Minoxidil 2% Topical Treatment – Minoxidil seems to be more effective for women than men, for increasing scalp hair growth. The manufacturers of minoxidil recommend women use 2% minoxidil. There is a 5% solution available that has been tested and found safe enough for men. Because the makers of minoxidil have not invested in the expense of gaining FDA approval for promoting 5% minoxidil for use by women, it must be prescribed and used under a physician’s supervision. Small clinical trials on 5% minoxidil for women show that the 5% solution is in fact more effective in both retaining and regrowing hair than the 2 % solution.

Spironolactone (Aldactone) is a potassium-sparing diuretic used to treat high blood pressure and swelling. Spironolactone slows the production of androgens in the adrenal glands and ovaries. It prevents DHT from binding to receptor sites in the hair follicles.

Cimetidine (Tagamet) is a histamine blocker, approved to treat digestive tract ulcers. It prevents the stomach from producing digestive enzymes. Cimetidine also has been shown to block DHT from binding to hair follicle receptor sites.

Cyproterone acetate is used to reduce sexual aggression in men. Cyproterone acetate blocks DHT at hair follicle receptors. It has significant toxicity and long term side effects and is not available in the US.

Ketoconazole is a prescription topical treatment. It is primarily used as an antimicrobial for treating skin fungus. It suppresses production of androgens by adrenal glands, testicles and ovaries. Nizoral shampoo contains 2% ketoconazole. There is an over-the-counter version available. It has 1% active ingredient and is not as effective as prescription strength.

Finasteride is a drug that inhibits the enzyme 5-alpha reductase, an enzyme that deactivates DHT. It is sold as Proscar to treat prostate enlargement in men. Sold as Propecia it is approved by the FDA for male balding. Women should not take it if they are pregnant or might become pregnant because of the risk of feminization effects on a male fetus.

Surgical Implants

Since hair restoration surgery is an option for the vast majority of the balding men, women may want to consider it. However, the type of hair loss most women suffer from makes hair transplants a bad idea.

Few women have the type of hair loss that make them good candidates for a surgical solution. Most men lose hair in well-defined areas, for instance the receding forehead or the classic round spot on the top of the skull.

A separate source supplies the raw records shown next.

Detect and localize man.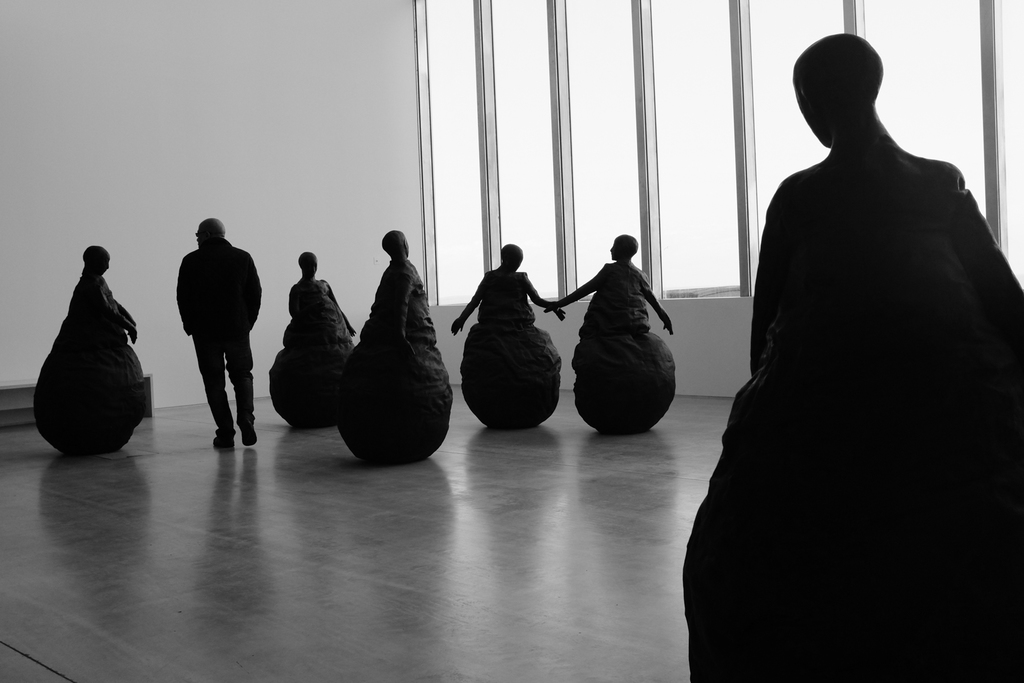
Localized at [701, 16, 986, 655].
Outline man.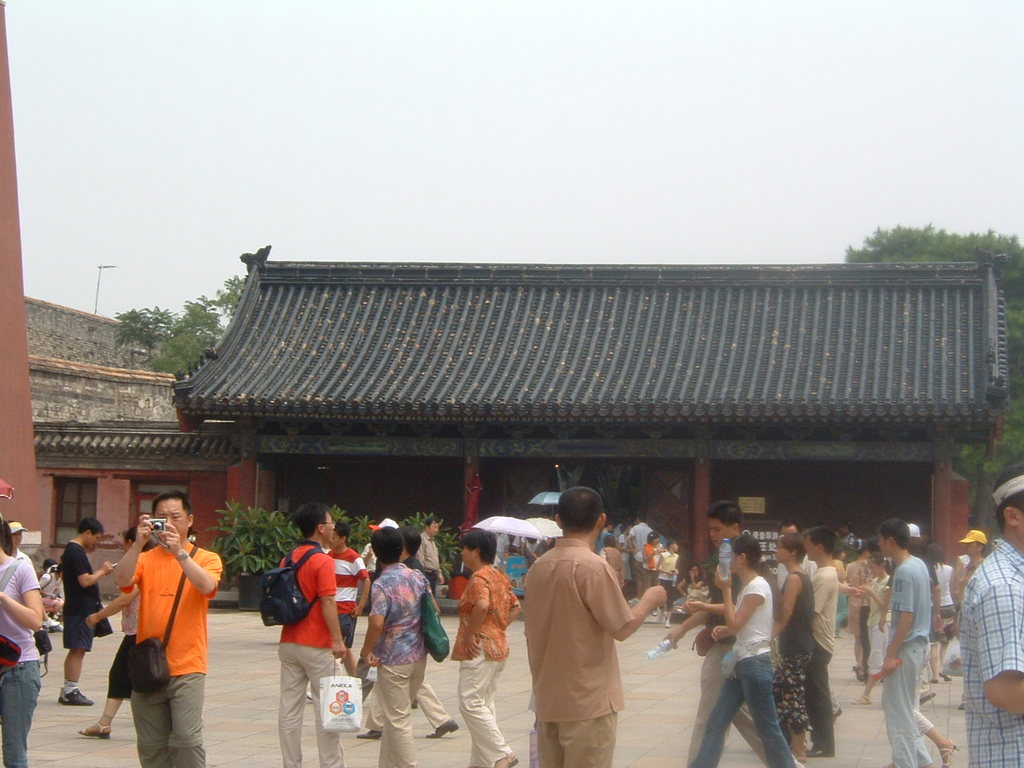
Outline: BBox(662, 498, 808, 767).
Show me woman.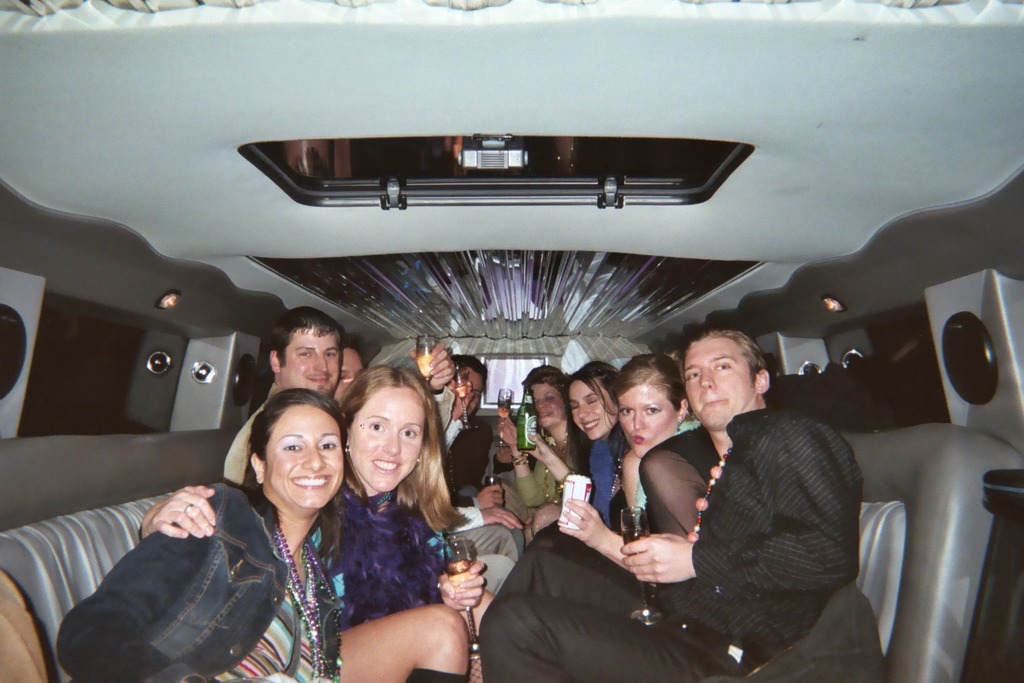
woman is here: <box>135,361,493,682</box>.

Little clumps or plugs of hair are removed from areas where healthy follicles are stable and plentiful, and these are transplanted to other areas of the head. Women more often experience an overall thinning across their whole scalp, including the sides and back. Most women have few reliably stable donor sites. Offering to transplant hair from unstable donor sites is medically unethical and women must not allow their distress about balding to get in the way of a cool- eyed look at the rationale behind treatment options offered.

Are any women good candidates for hair transplant? Yes, some. A small percentage, 2% to 5% of women will have the type of hair loss that will benefit from this type of procedure. They are:

Women who have suffered hair loss due to non-hormonal causes, like traction alopecia.

Women who have scalp scars from some kind of wound or cosmetic surgery and want to repair hair loss around the incision or injury sites.

Women who have healthy and stable donor sites along with balding in a distinct pattern, like a receding hairline or thinning on the very top of the head.

Natural Remedies for Women’s Hair Loss

Safe, effective natural therapies are available to help you restore scalp health and increase hair growth. Like all natural therapies, in order to be maximally effective, it is essential to work with you as an individual. Some remedies will be more useful to you than others, depending on your unique, personal physical, mental and emotional health status. It is always important to spend your health care dollars well. I offer a consultation service to help you choose and make best use of the available options for treatment. Please visit your local ND to find out how to benefit from a personal consultation. You will receive recommendations for specific natural therapies, designed for your unique health status, to help you restore your health, and your scalp hair to it’s fullest and most enjoyable beauty.